Trump tariffs could get worse if introduced as planned in mid-March. Major steel producers such as China are expected to dump their metal supply to the global market at even lower prices to make up for losses in their US operations. .
ArcelorMittal shares fell another 2% on Tuesday due to news of US steel tariffs. That stock has already fallen by more than a third this year.
The steel sector has also been victims of many of the same problems that have plagued other industries, such as severe rolling blackouts and dysfunctional rail and port systems.
Last year, Arcelor Mittal South African chair Bonang Mohale denounced Long Steel Business’s Travails’ terrible performance on state-owned rail and port operator Transnet.
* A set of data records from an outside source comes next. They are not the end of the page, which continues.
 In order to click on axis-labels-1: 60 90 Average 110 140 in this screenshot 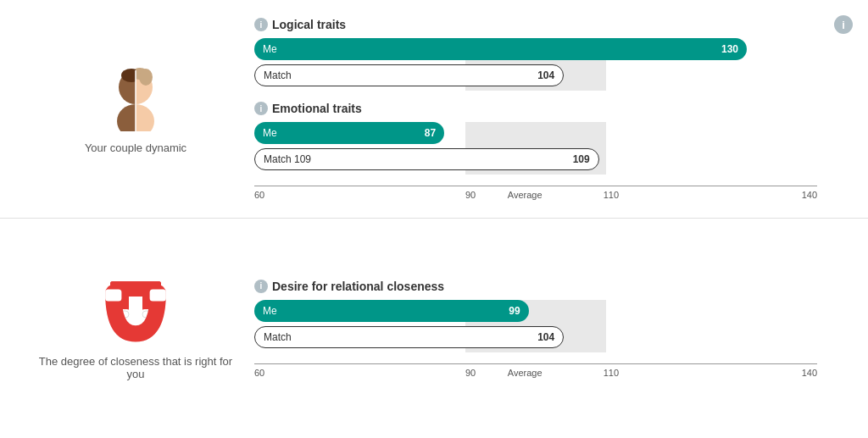, I will do `click(536, 195)`.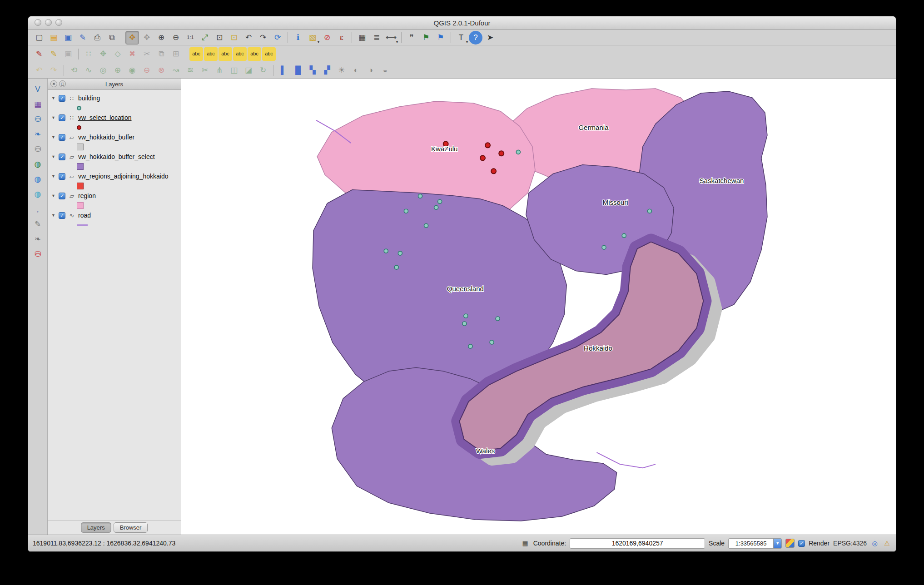  Describe the element at coordinates (84, 215) in the screenshot. I see `layer-name: road` at that location.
“The closure of once-prosperous businesses, such as (Mills of Newcastle) and Vereiniging, should serve as a call for civic activists Clarion to call for an infringement, inertia, corruption, misguided, and even an end to an uninformed policy. That’s it,” Mohale said.
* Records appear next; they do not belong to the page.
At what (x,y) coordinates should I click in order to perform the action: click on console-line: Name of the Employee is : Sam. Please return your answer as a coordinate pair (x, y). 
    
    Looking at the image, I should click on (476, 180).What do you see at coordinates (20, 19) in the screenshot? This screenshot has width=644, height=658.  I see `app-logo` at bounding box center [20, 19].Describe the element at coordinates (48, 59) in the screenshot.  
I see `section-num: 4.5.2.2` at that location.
In 2023, the company said that the slowdown in TransNet’s performance would cost R1.4 billion as road transport was used to transport steel and were forced to pay higher orders at busy ports .
In recent years, government policies favoring low-quality steel made from scrap metal have masked the larger plants of ArcelorMittal.
Ballim said successive democratic governments struggled to keep major state-owned companies “which allowed them to truly support without that near-survivalist mode of the apartheid government.”

ArcelorMittal’s relationship with the government remains ice after 2016 Competition Watchdog fined the company R1.5 billion ($81 million) for anti-competitive behaviour, reaching a low point .
Kobus Verster, chief executive of ArcelorMittal South Africa, said in a news briefing last week that the company told the government “refusing to incur further losses.”
“We are not keen to invest new money in the hostile and unattractive sector,” he added in an interview with Daily Maverick.
Trade Minister Parks Tau told the Financial Times that the government will be “more aggressive” in protecting the local steel industry. “This is a strategic sector for us,” Tau said. “Investing in energy networks, rail networks, and various pipelines means an increase in fixed capital investment.
However, observers are skeptical that domestic demand is strong enough to revive South Africa’s steel fortunes.
“We can only sell a lot of our products to local markets,” said Charles Dedonham, head of the Institute of Steel in South Africa. “If the railroad infrastructure is falling apart, how can I export the rest of the product to the market?”
Meanwhile, workers are watching to see if the government finds solutions that keep the plants moving. “I’m just praying,” said Lejonorolomokwena, a welder where both my father and grandfather worked in the factory. “There are no other jobs in this town.”